The looting has aggravated the difficulties already encountered, as most shops are closed. "The clothes do not fit me anymore," he says with wide, worn trousers. "What we hear (we get) is for children. God makes us a miracle"
"Hunger gives me a headache"
Ana Angulo is considering a row of closed stores in the once flourishing commercial heart of Maracaibo. With white hair, it is difficult to hear because of the softness of his voice. "Look at this loneliness, it's to die for," he exclaims with a sad look that points to the streets where it was once difficult to walk without stumbling. At 77, he does not remember a similar precariousness. "Hunger gives me a headache."

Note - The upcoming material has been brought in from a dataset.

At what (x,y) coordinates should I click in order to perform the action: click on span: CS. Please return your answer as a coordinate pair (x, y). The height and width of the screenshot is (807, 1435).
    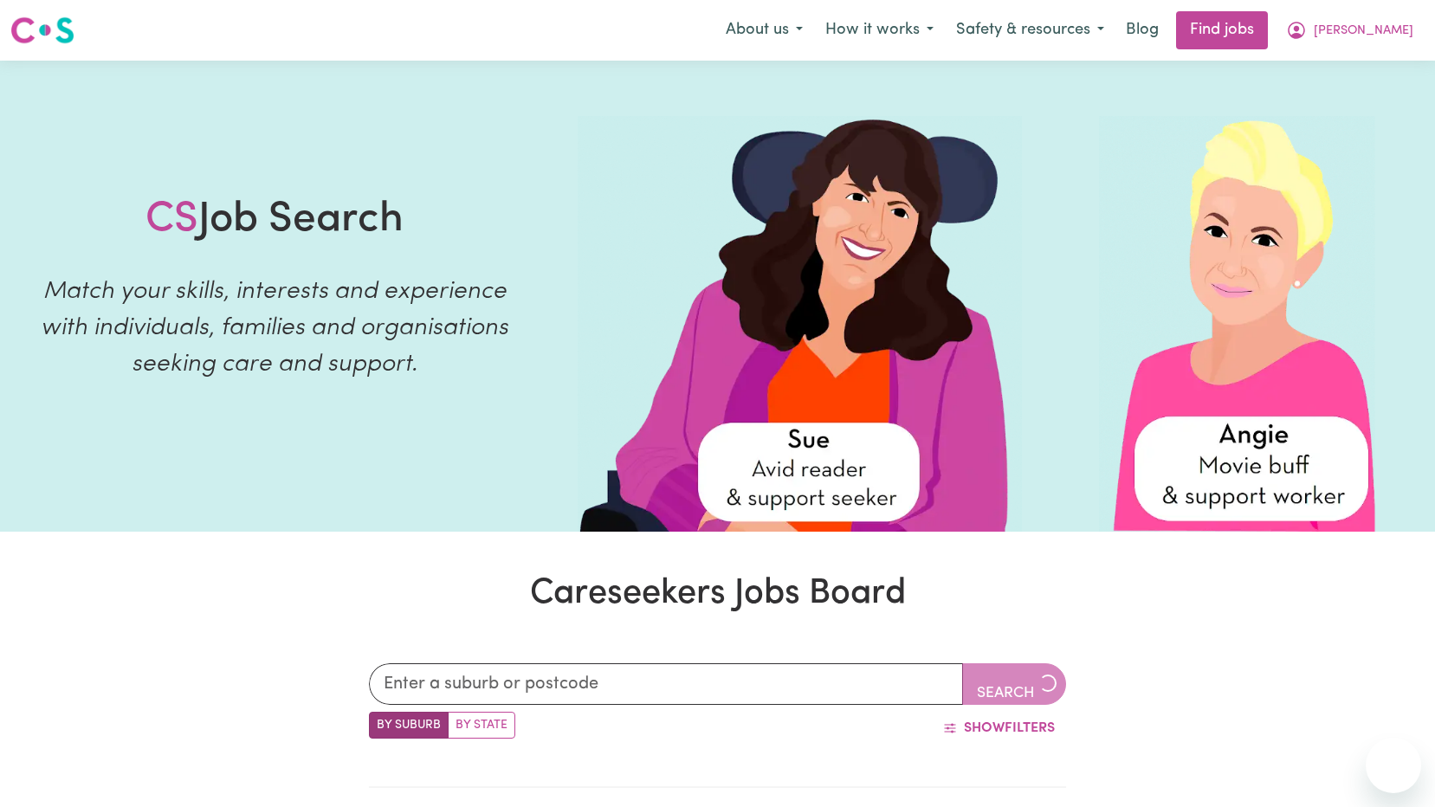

When Hugo Chávez, who presided over the country between 1999 and 2013, lived, he said: "It was not seen." "Chávez gave us, Chávez was very good," he said, complaining of the hunger that his family was suffering due to the intensification of the crisis under Nicolás Maduro's government.
"Hunger is killing you," he says in a muffled voice.
Jaime Romero, 31, dragged her mother into an old wheelchair looking for someone gives them a mouthful. "We have to go out and find who can feed us," he says.
Before dark, Juan Maurice will return to a beach full of trash and traces of oil to try to get a fish or a larger shrimp. "I feel bad because he has never seen me in there, everything is chaotic."